The Gospel was the story of blind Bartimaeus in Mark. Leaving Jericho, a blind beggar sits at the side of the road. Everyone tells him to be quiet, but he just yells louder. It's a familiar healing story-he gets his sight in the end, and follows Jesus. But until I read it out loud during the service, I never quite heard the most noteworthy thing in all of it: Jesus stood still. This is all the more striking since it's the Gospel of Mark, where everything is fast, fast, fast-it uses the word "immediately" more than any other Gospel, even though it's the shortest-but the writer is moved enough by Jesus' action (or lack of action!) to first describe him standing still.
Jesus stood still. When did you last stand still?

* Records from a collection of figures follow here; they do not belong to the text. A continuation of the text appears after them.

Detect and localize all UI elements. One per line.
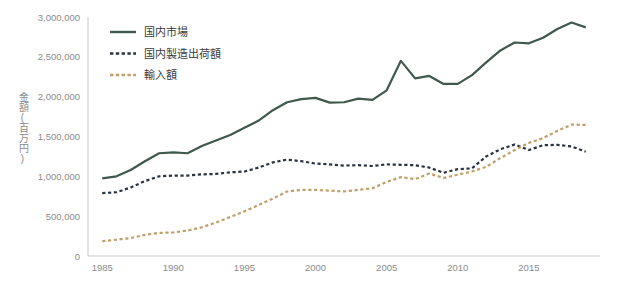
y-tick-label: 1,500,000 [38, 131, 80, 142]
y-tick-label: 500,000 [46, 211, 80, 222]
x-tick-label: 2000 [305, 262, 326, 273]
x-tick-label: 1985 [92, 262, 113, 273]
x-tick-label: 1995 [234, 262, 255, 273]
x-tick-label: 2015 [518, 262, 539, 273]
series-line-1 [102, 23, 586, 179]
y-tick-label: 3,000,000 [38, 12, 80, 23]
legend-label-3: 輸入額 [144, 68, 177, 81]
y-axis-tick-labels: 0500,0001,000,0001,500,0002,000,0002,500… [38, 12, 80, 262]
y-tick-label: 2,500,000 [38, 51, 80, 62]
x-axis-tick-labels: 1985199019952000200520102015 [92, 262, 540, 273]
legend-label-1: 国内市場 [144, 25, 188, 38]
x-tick-label: 1990 [163, 262, 184, 273]
x-tick-label: 2010 [447, 262, 468, 273]
x-tick-label: 2005 [376, 262, 397, 273]
chart-legend: 国内市場国内製造出荷額輸入額 [110, 25, 221, 81]
chart-container: 金額(百万円) 0500,0001,000,0001,500,0002,000,… [0, 0, 617, 285]
line-chart: 0500,0001,000,0001,500,0002,000,0002,500… [0, 0, 617, 285]
y-tick-label: 0 [75, 251, 80, 262]
y-tick-label: 1,000,000 [38, 171, 80, 182]
series-line-3 [102, 125, 586, 242]
legend-label-2: 国内製造出荷額 [144, 47, 221, 60]
y-tick-label: 2,000,000 [38, 91, 80, 102]
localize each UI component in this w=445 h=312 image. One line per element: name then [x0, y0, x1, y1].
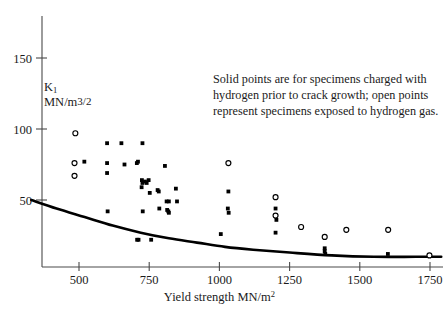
- x-tick-label: 1500: [347, 273, 372, 287]
- annotation-line-3: represent specimens exposed to hydrogen …: [213, 103, 439, 119]
- x-tick-label: 1000: [207, 273, 232, 287]
- data-point-open: [322, 234, 327, 239]
- data-point-solid: [157, 207, 161, 211]
- data-point-solid: [82, 160, 86, 164]
- threshold-curve: [31, 200, 441, 257]
- data-points-group: [72, 131, 432, 258]
- data-point-solid: [323, 252, 327, 256]
- data-point-solid: [105, 141, 109, 145]
- data-point-solid: [274, 207, 278, 211]
- data-point-open: [427, 253, 432, 258]
- data-point-solid: [148, 191, 152, 195]
- data-point-solid: [163, 164, 167, 168]
- data-point-open: [386, 227, 391, 232]
- data-point-open: [226, 161, 231, 166]
- data-point-solid: [147, 178, 151, 182]
- data-point-solid: [226, 190, 230, 194]
- data-point-solid: [226, 207, 230, 211]
- figure-container: 501001505007501000125015001750 Yield str…: [0, 0, 445, 312]
- data-point-solid: [227, 211, 231, 215]
- data-point-solid: [105, 171, 109, 175]
- x-axis-title-text: Yield strength MN/m2: [164, 289, 275, 304]
- x-tick-label: 500: [70, 273, 89, 287]
- y-axis-symbol-text: K: [44, 80, 53, 94]
- data-point-solid: [120, 141, 124, 145]
- data-point-solid: [274, 231, 278, 235]
- axes-group: [42, 16, 443, 267]
- data-point-solid: [137, 238, 141, 242]
- y-axis-symbol: K1: [44, 80, 91, 95]
- y-axis-units-text: MN/m: [44, 95, 77, 109]
- data-point-solid: [386, 252, 390, 256]
- x-tick-label: 750: [140, 273, 159, 287]
- x-tick-label: 1250: [277, 273, 302, 287]
- data-point-solid: [157, 190, 161, 194]
- data-point-solid: [167, 211, 171, 215]
- y-axis-symbol-subscript: 1: [53, 85, 57, 95]
- data-point-solid: [167, 200, 171, 204]
- annotation-line-2: hydrogen prior to crack growth; open poi…: [213, 87, 439, 103]
- data-point-open: [299, 224, 304, 229]
- scatter-plot: 501001505007501000125015001750 Yield str…: [0, 0, 445, 312]
- y-axis-label: K1 MN/m3/2: [44, 80, 91, 110]
- data-point-solid: [105, 161, 109, 165]
- x-tick-label: 1750: [418, 273, 443, 287]
- annotation-text: Solid points are for specimens charged w…: [213, 71, 439, 120]
- data-point-solid: [123, 163, 127, 167]
- data-point-solid: [140, 185, 144, 189]
- data-point-solid: [174, 187, 178, 191]
- annotation-line-1: Solid points are for specimens charged w…: [213, 71, 439, 87]
- data-point-solid: [106, 209, 110, 213]
- data-point-open: [72, 173, 77, 178]
- data-point-open: [72, 161, 77, 166]
- threshold-curve-path: [31, 200, 441, 257]
- data-point-open: [73, 131, 78, 136]
- y-axis-units-exponent: 3/2: [77, 95, 91, 108]
- data-point-open: [273, 213, 278, 218]
- y-tick-label: 100: [13, 123, 32, 137]
- data-point-solid: [219, 232, 223, 236]
- data-point-solid: [136, 160, 140, 164]
- data-point-solid: [175, 200, 179, 204]
- y-axis-units: MN/m3/2: [44, 95, 91, 110]
- y-tick-label: 150: [13, 52, 32, 66]
- data-point-open: [273, 195, 278, 200]
- data-point-solid: [149, 238, 153, 242]
- data-point-open: [344, 227, 349, 232]
- x-axis-title: Yield strength MN/m2: [164, 289, 275, 304]
- data-point-solid: [141, 141, 145, 145]
- data-point-solid: [141, 209, 145, 213]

The other thing that was wonderful about hearing this Gospel this morning was the connection to all the things now happening in the world-maybe in direct contrast to standing still! Movements of people organizing from Wisconsin to Algeria, Ohio to Egypt, Washington DC to Libya. Whatever your political interpretation of events, it is an amazing thing to witness people rising up, reveling in the strength of their communities and the clarity of their vision. The more amazing thing is the way people's struggles are, if not linked in terms of the issues they raise, linked in terms of their shared humanity. A friend of mine on Facebook has posted a picture of a bulletin board in a pizza shop in Wisconsin that has been delivering food to the people camped out in protest. People from China, Finland, Costa Rica, Uganda, Iran, Sri Lanka, Egypt, and all fifty states have heard about the actions in Wisconsin and are offering support. What does someone in Iran have in common with someone in Wisconsin? You can't even make an international call except from a hospital, which someone snuck into in order to order the pizzas. A gulf (a solar system!) of privilege separates them. When your own government suppresses your rights as much as Iran's does, how could you possibly be bothered if someone thousands of miles away doesn't want to lose their union rights? But they are! Like blind Bartimaeus, people are crying out and people are hearing each other-standing still and listening, offering the support they can. Even though their concerns are different, even though they may not even agree with each other, they are listening and recognizing each other's humanity. Most of the people in Bahrain, Egypt, or Yemen, are not Christian. Probably a fair number of the Wisconsin folks are, but maybe not. A person camped out on the Libyan border does not have a lot in common with someone sleeping at the Madison statehouse. Still, all were created in the image of God, and all are drawing on that shared created nature as they support each other.
Stand still, shout out, pray-there are so many ways to give glory to God. On this clear cold day, offer a prayer of thanksgiving for all the ways God blesses you, and in thanksgiving for all the ways that others' love (which, of course, is also God's love) gives you life.